DATE: WEDNESDAY, July 25, 1990                   TAG: 9007250464
SECTION: NATIONAL/INTERNATIONAL                    PAGE: A/4   EDITION: EVENING 
SOURCE: Associated Press
DATELINE: WASHINGTON                                LENGTH: Short


EARLY BUDGET AGREEMENT NOT LIKELY

Congressional leaders are beginning to lose hope that they and the Bush administration will forge any more than a broad outline of a budget-cutting deal before legislators begin their August recess.

The bargainers are stepping up their efforts to fashion a menu of tax increases and spending cuts totaling about $50 billion for fiscal 1991, which starts Oct. 1

President Bush planned to meet with congressional leaders this morning and negotiators scheduled another session for later in the day.

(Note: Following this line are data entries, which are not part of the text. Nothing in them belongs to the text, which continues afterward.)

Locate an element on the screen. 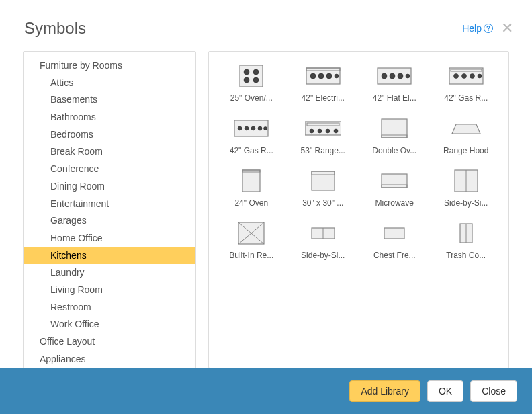 This screenshot has height=414, width=532. symbol-label: Trash Co... is located at coordinates (466, 255).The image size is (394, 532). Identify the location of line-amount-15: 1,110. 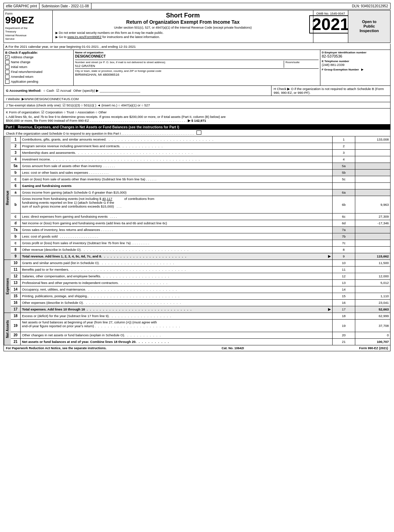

But increasingly, participants are saying they expect to lay out only the size of the package and the amount of each of its components - including taxes and cuts in defense and domestic programs - by the time Congress begins a month-long recess in early August.

Negotiators say they are not likely to decide precisely what the new taxes and spending slashes will be until September or later. Only then will the House and Senate have a chance to vote on the measure that emerges.

"The problem with putting together a detailed package now is that it's left out there dangling" during the recess, said Sen. James Sasser, D-Tenn., chairman of the Senate Budget Committee.

Some Republicans have offered to ignore the recess and keep working until a package is shaped, said Rep. Bill Archer, R-Texas. But he agreed that what is most likely by the August break is "the broad outlines of a package."